Can you imagine a Super Bowl celebration without chicken wings? Although this tasty snack will be filling the plates of football fans around the country this Sunday, the game day staple has only been around for about 50 years. Originally developed by a bar owner in Buffalo, New York as a snack for her son, buffalo wings created a market for one of the least popular parts of the chicken. This year, the National Chicken Council is predicting that more than a billion chicken wings will be eaten on Super Bowl Sunday.
The buffalo wing was created in 1964 at Anchor Bar in Buffalo, New York. The hot sauce supplier of the bar took the wings on the road with him as a way to sell more hot sauce and their popularity spread. In the early 1990’s, restaurants like McDonald’s and KFC helped make them mainstream.
The chicken wings that will make their way onto a quarter of the plates this Sunday are actually only 2/3 of the actual chicken wing. The flapper, which is the thinnest part of the wing, is detached and exported to Asia.
The sharp increase in demand caused by the Super Bowl means that wing prices are at their highest in December and January. According to the U.S. Department of Agriculture’s Poultry Market News, the price of a pound of wings in Indianapolis during mid-January was 50% higher than it was in July of last year.
Research compiled by The NPD Group shows that chicken farmers should have been rooting for the Ravens during the playoffs, since a Giants/Ravens Super Bowl would have resulted in the highest level of wing consumption of the possible matches. As it stands, wing consumption should be average. Although New Englanders are 6% less likely than others to order wings, those in the Mid-Atlantic are 24% more likely to order them.
Here in Arizona, local farms make it easy to get everything you need to make your own chicken wings with all the fixings this Sunday.
“I know our family is looking forward to some traditional Super Bowl Sunday food including chicken wings,” says Arizona Farm Bureau President Kevin Rogers. “We also like vegetable trays just because so much of what’s on our veggie tray is coming from Arizona in the winter including carrots.”
From fresh wings to carrots and celery to cream and other dairy products for your dip, our grocery stores and farmer’s markets are stocked with great choices grown right here at home.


→ **Instructions to follow**
In the listing that follows, how many lines have the word "Population" in them? Give only the number.

*** Begin section ***

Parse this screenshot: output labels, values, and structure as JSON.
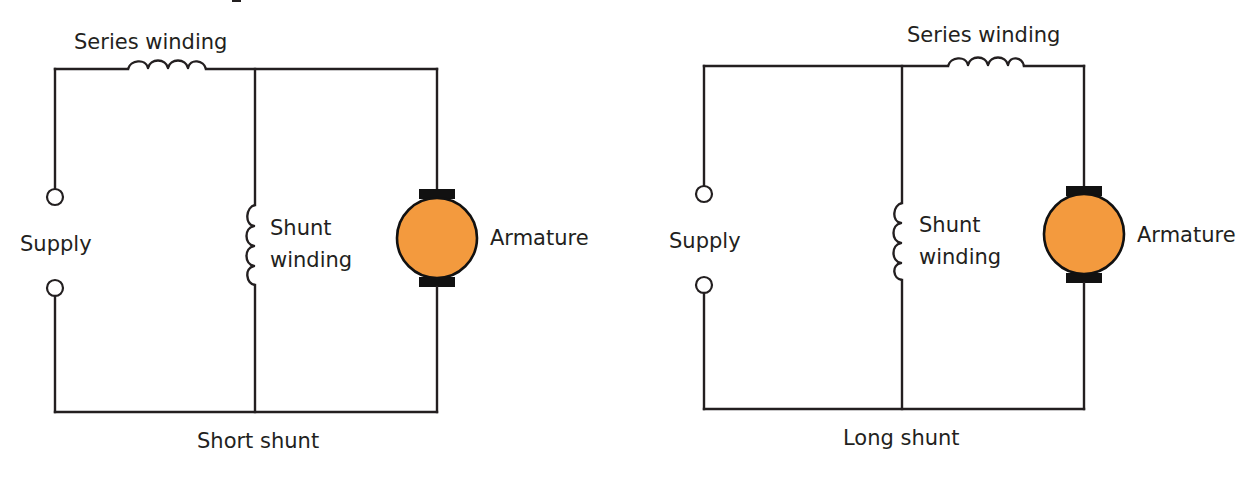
{
  "colors": {
    "line": "#231f20",
    "armature_fill": "#f39a3e",
    "brush": "#111111",
    "background": "#ffffff"
  },
  "diagrams": [
    {
      "id": "short-shunt",
      "caption": "Short shunt",
      "labels": {
        "series": "Series winding",
        "supply": "Supply",
        "shunt_line1": "Shunt",
        "shunt_line2": "winding",
        "armature": "Armature"
      }
    },
    {
      "id": "long-shunt",
      "caption": "Long shunt",
      "labels": {
        "series": "Series winding",
        "supply": "Supply",
        "shunt_line1": "Shunt",
        "shunt_line2": "winding",
        "armature": "Armature"
      }
    }
  ]
}
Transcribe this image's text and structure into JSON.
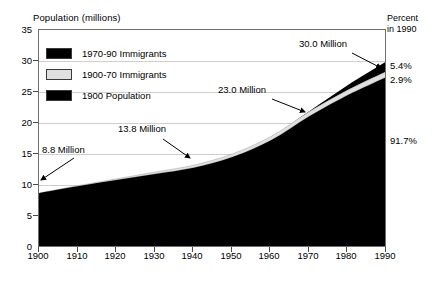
{
  "chart_data": {
    "type": "area",
    "title": "",
    "ylabel": "Population (millions)",
    "xlabel": "",
    "ylim": [
      0,
      35
    ],
    "xlim": [
      1900,
      1990
    ],
    "grid": true,
    "stacked": true,
    "legend_position": "inside-top-left",
    "x": [
      1900,
      1910,
      1920,
      1930,
      1940,
      1950,
      1960,
      1970,
      1980,
      1990
    ],
    "xticks": [
      "1900",
      "1910",
      "1920",
      "1930",
      "1940",
      "1950",
      "1960",
      "1970",
      "1980",
      "1990"
    ],
    "yticks": [
      "0",
      "5",
      "10",
      "15",
      "20",
      "25",
      "30",
      "35"
    ],
    "series": [
      {
        "name": "1900 Population",
        "color": "#000000",
        "values": [
          8.8,
          9.9,
          10.9,
          11.9,
          12.9,
          14.6,
          17.3,
          21.2,
          24.6,
          27.5
        ]
      },
      {
        "name": "1900-70 Immigrants",
        "color": "#e0e0e0",
        "values": [
          0.0,
          0.1,
          0.2,
          0.3,
          0.4,
          0.5,
          0.6,
          0.7,
          0.8,
          0.87
        ]
      },
      {
        "name": "1970-90 Immigrants",
        "color": "#000000",
        "values": [
          0.0,
          0.0,
          0.0,
          0.0,
          0.0,
          0.0,
          0.0,
          0.1,
          0.8,
          1.63
        ]
      }
    ],
    "totals": [
      8.8,
      10.0,
      11.1,
      12.2,
      13.3,
      15.1,
      17.9,
      22.0,
      26.2,
      30.0
    ],
    "annotations": [
      {
        "text": "8.8 Million",
        "year": 1900,
        "value": 8.8
      },
      {
        "text": "13.8 Million",
        "year": 1940,
        "value": 13.8
      },
      {
        "text": "23.0 Million",
        "year": 1970,
        "value": 23.0
      },
      {
        "text": "30.0 Million",
        "year": 1990,
        "value": 30.0
      }
    ]
  },
  "axes": {
    "y_title": "Population (millions)",
    "y_ticks": [
      "35",
      "30",
      "25",
      "20",
      "15",
      "10",
      "5",
      "0"
    ],
    "x_ticks": [
      "1900",
      "1910",
      "1920",
      "1930",
      "1940",
      "1950",
      "1960",
      "1970",
      "1980",
      "1990"
    ]
  },
  "legend": {
    "items": [
      {
        "label": "1970-90 Immigrants",
        "color": "#000000"
      },
      {
        "label": "1900-70 Immigrants",
        "color": "#e0e0e0"
      },
      {
        "label": "1900 Population",
        "color": "#000000"
      }
    ]
  },
  "annotations": {
    "a1": "8.8 Million",
    "a2": "13.8 Million",
    "a3": "23.0 Million",
    "a4": "30.0 Million"
  },
  "right_panel": {
    "header_line1": "Percent",
    "header_line2": "in 1990",
    "percents": [
      {
        "label": "5.4%",
        "series": "1970-90 Immigrants"
      },
      {
        "label": "2.9%",
        "series": "1900-70 Immigrants"
      },
      {
        "label": "91.7%",
        "series": "1900 Population"
      }
    ]
  },
  "colors": {
    "ink": "#000000",
    "grid": "#cfcfcf",
    "frame": "#6f6f6f",
    "band_gray": "#e0e0e0"
  }
}
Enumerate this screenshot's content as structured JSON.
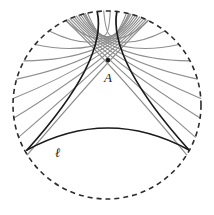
{
  "figure": {
    "domain": "Diagram",
    "canvas": {
      "width": 214,
      "height": 215,
      "background": "#ffffff"
    },
    "labels": {
      "point_a": "A",
      "line_l": "ℓ"
    },
    "label_positions": {
      "point_a": {
        "x": 104,
        "y": 82
      },
      "line_l": {
        "x": 55,
        "y": 157
      }
    },
    "colors": {
      "boundary": "#2b2b2b",
      "geodesic_dark": "#1a1a1a",
      "geodesic_gray": "#8e8e8e",
      "label": "#1a1a1a",
      "background": "#ffffff"
    },
    "boundary_circle": {
      "center_x": 107,
      "center_y": 105,
      "radius": 94,
      "style": "dashed",
      "dash_pattern": "5 4",
      "stroke_width": 1.6
    },
    "point_a": {
      "x": 108,
      "y": 60,
      "radius": 2.2
    },
    "line_l": {
      "label": "ℓ",
      "ideal_endpoint_left": {
        "x": 27,
        "y": 150
      },
      "ideal_endpoint_right": {
        "x": 189,
        "y": 150
      },
      "arc_sagitta": 22,
      "stroke_width": 1.7
    },
    "limiting_parallels": [
      {
        "name": "left-limiting-parallel",
        "from": {
          "x": 108,
          "y": 60
        },
        "to": {
          "x": 27,
          "y": 150
        },
        "bulge": 26,
        "stroke_width": 1.7
      },
      {
        "name": "right-limiting-parallel",
        "from": {
          "x": 108,
          "y": 60
        },
        "to": {
          "x": 189,
          "y": 150
        },
        "bulge": -26,
        "stroke_width": 1.7
      },
      {
        "name": "left-limiting-parallel-upper",
        "from": {
          "x": 108,
          "y": 60
        },
        "to": {
          "x": 96,
          "y": 11
        },
        "bulge": 3,
        "stroke_width": 1.7
      },
      {
        "name": "right-limiting-parallel-upper",
        "from": {
          "x": 108,
          "y": 60
        },
        "to": {
          "x": 124,
          "y": 12
        },
        "bulge": -4,
        "stroke_width": 1.7
      }
    ],
    "ultraparallel_fan": {
      "count": 22,
      "note": "Gray geodesics through A that do not meet line l",
      "left_fan_angles_deg": [
        92,
        104,
        116,
        128,
        140,
        152,
        164,
        176,
        188,
        200,
        212
      ],
      "right_fan_angles_deg": [
        88,
        76,
        64,
        52,
        40,
        28,
        16,
        4,
        -8,
        -20,
        -32
      ],
      "stroke_width": 1.1
    }
  }
}
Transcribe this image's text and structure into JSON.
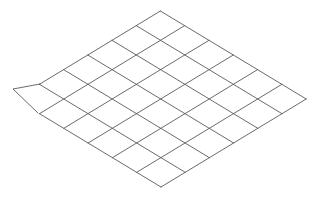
{
  "figure": {
    "width": 320,
    "height": 203,
    "background": "#ffffff",
    "stroke_color": "#5a5a5a",
    "stroke_width": 0.9,
    "grid": {
      "origin_bottom": [
        161,
        187
      ],
      "step_a": [
        24.2,
        -14.67
      ],
      "step_b": [
        -24.3,
        -14.67
      ],
      "count_a": 6,
      "count_b": 6,
      "truncated_cell": {
        "a": 0,
        "b": 5
      }
    },
    "flap": {
      "points": [
        [
          40,
          84
        ],
        [
          13,
          89
        ],
        [
          38,
          113
        ]
      ]
    }
  }
}
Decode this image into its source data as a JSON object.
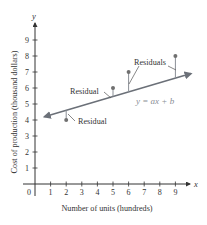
{
  "chart_data": {
    "type": "scatter",
    "title": "",
    "xlabel": "Number of units (hundreds)",
    "ylabel": "Cost of production (thousand dollars)",
    "x_axis_letter": "x",
    "y_axis_letter": "y",
    "origin_label": "0",
    "xticks": [
      1,
      2,
      3,
      4,
      5,
      6,
      7,
      8,
      9
    ],
    "yticks": [
      1,
      2,
      3,
      4,
      5,
      6,
      7,
      8,
      9
    ],
    "xlim": [
      0,
      10
    ],
    "ylim": [
      0,
      10
    ],
    "grid": false,
    "series": [
      {
        "name": "Data points",
        "type": "scatter",
        "points": [
          {
            "x": 2,
            "y": 4
          },
          {
            "x": 5,
            "y": 6
          },
          {
            "x": 6,
            "y": 7
          },
          {
            "x": 9,
            "y": 8
          }
        ]
      },
      {
        "name": "Regression line",
        "type": "line",
        "label": "y = ax + b",
        "endpoints": [
          {
            "x": 0.6,
            "y": 4.2
          },
          {
            "x": 10.0,
            "y": 6.9
          }
        ]
      }
    ],
    "annotations": [
      {
        "text": "Residual",
        "target_point": {
          "x": 2,
          "y": 4
        }
      },
      {
        "text": "Residual",
        "target_point": {
          "x": 5,
          "y": 6
        }
      },
      {
        "text": "Residuals",
        "target_points": [
          {
            "x": 6,
            "y": 7
          },
          {
            "x": 9,
            "y": 8
          }
        ]
      },
      {
        "text": "y = ax + b",
        "target": "Regression line"
      }
    ],
    "colors": {
      "axis": "#333333",
      "line": "#6b7078",
      "points": "#707070",
      "residual": "#8a8f96",
      "equation": "#8a8f96"
    }
  }
}
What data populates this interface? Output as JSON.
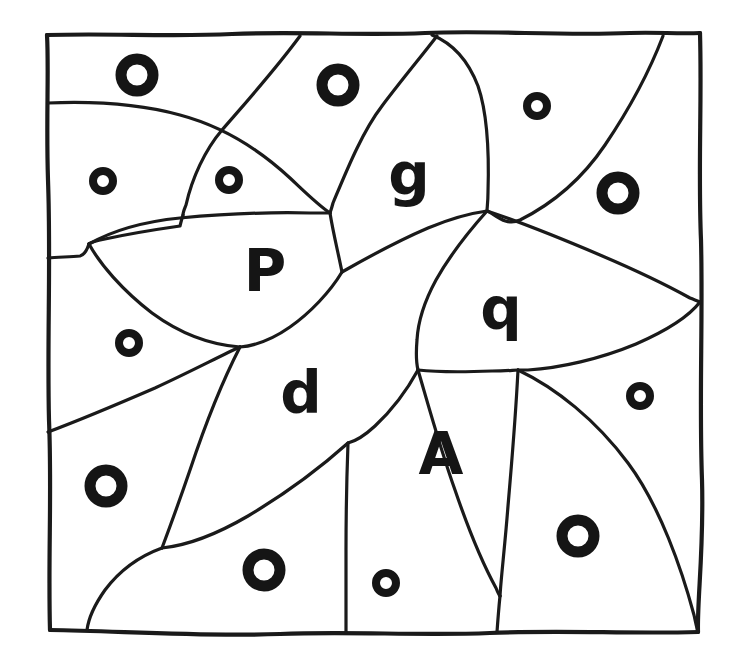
{
  "figure": {
    "kind": "line-drawing",
    "background_color": "#ffffff",
    "ink_color": "#151515",
    "canvas": {
      "width": 736,
      "height": 664
    },
    "border": {
      "label": "outer-square-frame",
      "stroke_width": 4.2,
      "corners": {
        "top_left": [
          47,
          35
        ],
        "top_right": [
          700,
          33
        ],
        "bottom_right": [
          698,
          632
        ],
        "bottom_left": [
          50,
          630
        ]
      }
    },
    "letters": [
      {
        "id": "letter-P",
        "char": "P",
        "x": 265,
        "y": 271,
        "size": 58
      },
      {
        "id": "letter-g",
        "char": "g",
        "x": 409,
        "y": 175,
        "size": 58
      },
      {
        "id": "letter-q",
        "char": "q",
        "x": 501,
        "y": 309,
        "size": 58
      },
      {
        "id": "letter-d",
        "char": "d",
        "x": 301,
        "y": 393,
        "size": 58
      },
      {
        "id": "letter-A",
        "char": "A",
        "x": 441,
        "y": 454,
        "size": 58
      }
    ],
    "rings": [
      {
        "id": "ring-1",
        "size": "large",
        "cx": 137,
        "cy": 75,
        "r": 16,
        "stroke": 11
      },
      {
        "id": "ring-2",
        "size": "large",
        "cx": 338,
        "cy": 85,
        "r": 16,
        "stroke": 11
      },
      {
        "id": "ring-3",
        "size": "small",
        "cx": 537,
        "cy": 106,
        "r": 10,
        "stroke": 8
      },
      {
        "id": "ring-4",
        "size": "small",
        "cx": 103,
        "cy": 181,
        "r": 10,
        "stroke": 8
      },
      {
        "id": "ring-5",
        "size": "small",
        "cx": 229,
        "cy": 180,
        "r": 10,
        "stroke": 8
      },
      {
        "id": "ring-6",
        "size": "large",
        "cx": 618,
        "cy": 193,
        "r": 16,
        "stroke": 11
      },
      {
        "id": "ring-7",
        "size": "small",
        "cx": 129,
        "cy": 343,
        "r": 10,
        "stroke": 8
      },
      {
        "id": "ring-8",
        "size": "small",
        "cx": 640,
        "cy": 396,
        "r": 10,
        "stroke": 8
      },
      {
        "id": "ring-9",
        "size": "large",
        "cx": 106,
        "cy": 486,
        "r": 16,
        "stroke": 11
      },
      {
        "id": "ring-10",
        "size": "large",
        "cx": 578,
        "cy": 536,
        "r": 16,
        "stroke": 11
      },
      {
        "id": "ring-11",
        "size": "large",
        "cx": 264,
        "cy": 570,
        "r": 16,
        "stroke": 11
      },
      {
        "id": "ring-12",
        "size": "small",
        "cx": 386,
        "cy": 583,
        "r": 10,
        "stroke": 8
      }
    ],
    "counts": {
      "large_rings": 6,
      "small_rings": 6,
      "letters": 5,
      "total_rings": 12
    },
    "letter_list": "P g q d A"
  }
}
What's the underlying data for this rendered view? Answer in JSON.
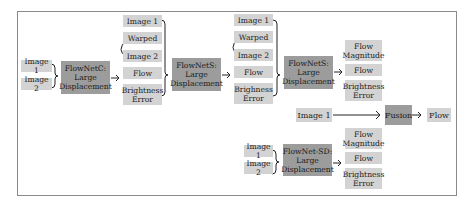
{
  "diagram": {
    "stage1": {
      "inputs": [
        "Image 1",
        "Image 2"
      ],
      "network": "FlowNetC:\nLarge\nDisplacement",
      "outputs": [
        "Image 1",
        "Warped",
        "Image 2",
        "Flow",
        "Brightness\nError"
      ]
    },
    "stage2": {
      "network": "FlowNetS:\nLarge\nDisplacement",
      "outputs": [
        "Image 1",
        "Warped",
        "Image 2",
        "Flow",
        "Brighness\nError"
      ]
    },
    "stage3": {
      "network": "FlowNetS:\nLarge\nDisplacement",
      "outputs": [
        "Flow\nMagnitude",
        "Flow",
        "Brightness\nError"
      ]
    },
    "fusion": {
      "input": "Image 1",
      "label": "Fusion",
      "output": "Flow"
    },
    "small_branch": {
      "inputs": [
        "Image 1",
        "Image 2"
      ],
      "network": "FlowNet-SD:\nLarge\nDisplacement",
      "outputs": [
        "Flow\nMagnitude",
        "Flow",
        "Brightness\nError"
      ]
    },
    "colors": {
      "light_box": "#d3d3d3",
      "dark_box": "#9c9c9c",
      "frame": "#8a8a8a"
    }
  }
}
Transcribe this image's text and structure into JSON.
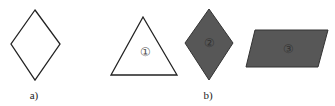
{
  "figure": {
    "panels": [
      {
        "id": "a",
        "caption": "a)",
        "shapes": [
          {
            "type": "rhombus",
            "fill": "#ffffff",
            "stroke": "#222222",
            "label": ""
          }
        ]
      },
      {
        "id": "b",
        "caption": "b)",
        "shapes": [
          {
            "type": "triangle",
            "fill": "#ffffff",
            "stroke": "#222222",
            "label": "①"
          },
          {
            "type": "rhombus",
            "fill": "#575757",
            "stroke": "#333333",
            "label": "②"
          },
          {
            "type": "parallelogram",
            "fill": "#575757",
            "stroke": "#333333",
            "label": "③"
          }
        ]
      }
    ]
  },
  "colors": {
    "dark_fill": "#575757",
    "stroke": "#222222",
    "background": "#ffffff"
  }
}
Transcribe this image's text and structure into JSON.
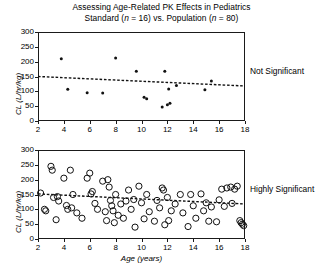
{
  "figure": {
    "title_line1": "Assessing Age-Related PK Effects in Pediatrics",
    "subtitle_prefix": "Standard (",
    "subtitle_n1": "n",
    "subtitle_mid": " = 16) vs. Population (",
    "subtitle_n2": "n",
    "subtitle_suffix": " = 80)"
  },
  "chart_data": [
    {
      "type": "scatter",
      "panel": "top",
      "title": "Standard (n = 16)",
      "annotation": "Not Significant",
      "xlabel": "",
      "ylabel": "CL (L/hr/kg)",
      "xlim": [
        2,
        18
      ],
      "ylim": [
        0,
        300
      ],
      "xticks": [
        2,
        4,
        6,
        8,
        10,
        12,
        14,
        16,
        18
      ],
      "yticks": [
        0,
        50,
        100,
        150,
        200,
        250,
        300
      ],
      "grid": false,
      "marker": "filled-circle",
      "n": 16,
      "points": [
        {
          "x": 3.8,
          "y": 210
        },
        {
          "x": 4.3,
          "y": 107
        },
        {
          "x": 5.8,
          "y": 95
        },
        {
          "x": 7.0,
          "y": 94
        },
        {
          "x": 8.0,
          "y": 212
        },
        {
          "x": 9.6,
          "y": 168
        },
        {
          "x": 10.2,
          "y": 80
        },
        {
          "x": 10.4,
          "y": 75
        },
        {
          "x": 11.6,
          "y": 47
        },
        {
          "x": 11.8,
          "y": 168
        },
        {
          "x": 12.0,
          "y": 55
        },
        {
          "x": 12.1,
          "y": 108
        },
        {
          "x": 12.2,
          "y": 60
        },
        {
          "x": 12.7,
          "y": 120
        },
        {
          "x": 14.9,
          "y": 105
        },
        {
          "x": 15.4,
          "y": 135
        }
      ],
      "trend_line": {
        "x0": 2,
        "y0": 150,
        "x1": 18,
        "y1": 118,
        "style": "dashed"
      }
    },
    {
      "type": "scatter",
      "panel": "bottom",
      "title": "Population (n = 80)",
      "annotation": "Highly Significant",
      "xlabel": "Age (years)",
      "ylabel": "CL (L/hr/kg)",
      "xlim": [
        2,
        18
      ],
      "ylim": [
        0,
        300
      ],
      "xticks": [
        2,
        4,
        6,
        8,
        10,
        12,
        14,
        16,
        18
      ],
      "yticks": [
        0,
        50,
        100,
        150,
        200,
        250,
        300
      ],
      "grid": false,
      "marker": "open-circle",
      "n": 80,
      "points": [
        {
          "x": 2.2,
          "y": 155
        },
        {
          "x": 2.5,
          "y": 100
        },
        {
          "x": 2.6,
          "y": 95
        },
        {
          "x": 3.0,
          "y": 245
        },
        {
          "x": 3.1,
          "y": 232
        },
        {
          "x": 3.2,
          "y": 140
        },
        {
          "x": 3.4,
          "y": 65
        },
        {
          "x": 3.5,
          "y": 143
        },
        {
          "x": 3.6,
          "y": 128
        },
        {
          "x": 4.0,
          "y": 205
        },
        {
          "x": 4.2,
          "y": 113
        },
        {
          "x": 4.3,
          "y": 100
        },
        {
          "x": 4.5,
          "y": 232
        },
        {
          "x": 4.6,
          "y": 105
        },
        {
          "x": 4.7,
          "y": 150
        },
        {
          "x": 5.0,
          "y": 88
        },
        {
          "x": 5.4,
          "y": 70
        },
        {
          "x": 5.8,
          "y": 205
        },
        {
          "x": 6.0,
          "y": 222
        },
        {
          "x": 6.1,
          "y": 152
        },
        {
          "x": 6.2,
          "y": 160
        },
        {
          "x": 6.4,
          "y": 120
        },
        {
          "x": 6.6,
          "y": 100
        },
        {
          "x": 7.0,
          "y": 195
        },
        {
          "x": 7.2,
          "y": 92
        },
        {
          "x": 7.3,
          "y": 62
        },
        {
          "x": 7.4,
          "y": 200
        },
        {
          "x": 7.5,
          "y": 175
        },
        {
          "x": 7.6,
          "y": 130
        },
        {
          "x": 7.7,
          "y": 112
        },
        {
          "x": 7.8,
          "y": 95
        },
        {
          "x": 7.9,
          "y": 55
        },
        {
          "x": 8.0,
          "y": 150
        },
        {
          "x": 8.2,
          "y": 80
        },
        {
          "x": 8.4,
          "y": 118
        },
        {
          "x": 8.6,
          "y": 70
        },
        {
          "x": 8.8,
          "y": 128
        },
        {
          "x": 9.0,
          "y": 165
        },
        {
          "x": 9.2,
          "y": 100
        },
        {
          "x": 9.4,
          "y": 133
        },
        {
          "x": 9.5,
          "y": 40
        },
        {
          "x": 9.8,
          "y": 178
        },
        {
          "x": 10.0,
          "y": 122
        },
        {
          "x": 10.2,
          "y": 68
        },
        {
          "x": 10.4,
          "y": 150
        },
        {
          "x": 10.6,
          "y": 92
        },
        {
          "x": 11.0,
          "y": 60
        },
        {
          "x": 11.2,
          "y": 130
        },
        {
          "x": 11.4,
          "y": 105
        },
        {
          "x": 11.6,
          "y": 172
        },
        {
          "x": 11.7,
          "y": 165
        },
        {
          "x": 11.8,
          "y": 48
        },
        {
          "x": 12.0,
          "y": 140
        },
        {
          "x": 12.1,
          "y": 62
        },
        {
          "x": 12.3,
          "y": 95
        },
        {
          "x": 12.6,
          "y": 118
        },
        {
          "x": 13.0,
          "y": 150
        },
        {
          "x": 13.2,
          "y": 88
        },
        {
          "x": 13.6,
          "y": 42
        },
        {
          "x": 13.8,
          "y": 150
        },
        {
          "x": 14.0,
          "y": 112
        },
        {
          "x": 14.2,
          "y": 70
        },
        {
          "x": 14.6,
          "y": 152
        },
        {
          "x": 14.8,
          "y": 95
        },
        {
          "x": 15.0,
          "y": 122
        },
        {
          "x": 15.2,
          "y": 60
        },
        {
          "x": 15.4,
          "y": 108
        },
        {
          "x": 15.8,
          "y": 58
        },
        {
          "x": 16.0,
          "y": 132
        },
        {
          "x": 16.2,
          "y": 168
        },
        {
          "x": 16.4,
          "y": 110
        },
        {
          "x": 16.6,
          "y": 172
        },
        {
          "x": 16.9,
          "y": 175
        },
        {
          "x": 17.0,
          "y": 120
        },
        {
          "x": 17.2,
          "y": 168
        },
        {
          "x": 17.4,
          "y": 178
        },
        {
          "x": 17.6,
          "y": 62
        },
        {
          "x": 17.7,
          "y": 55
        },
        {
          "x": 17.8,
          "y": 50
        },
        {
          "x": 17.9,
          "y": 45
        }
      ],
      "trend_line": {
        "x0": 2,
        "y0": 152,
        "x1": 18,
        "y1": 118,
        "style": "dashed"
      }
    }
  ]
}
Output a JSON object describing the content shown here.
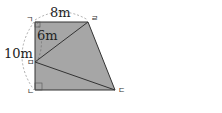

*** End section ***

→ **Task result**
7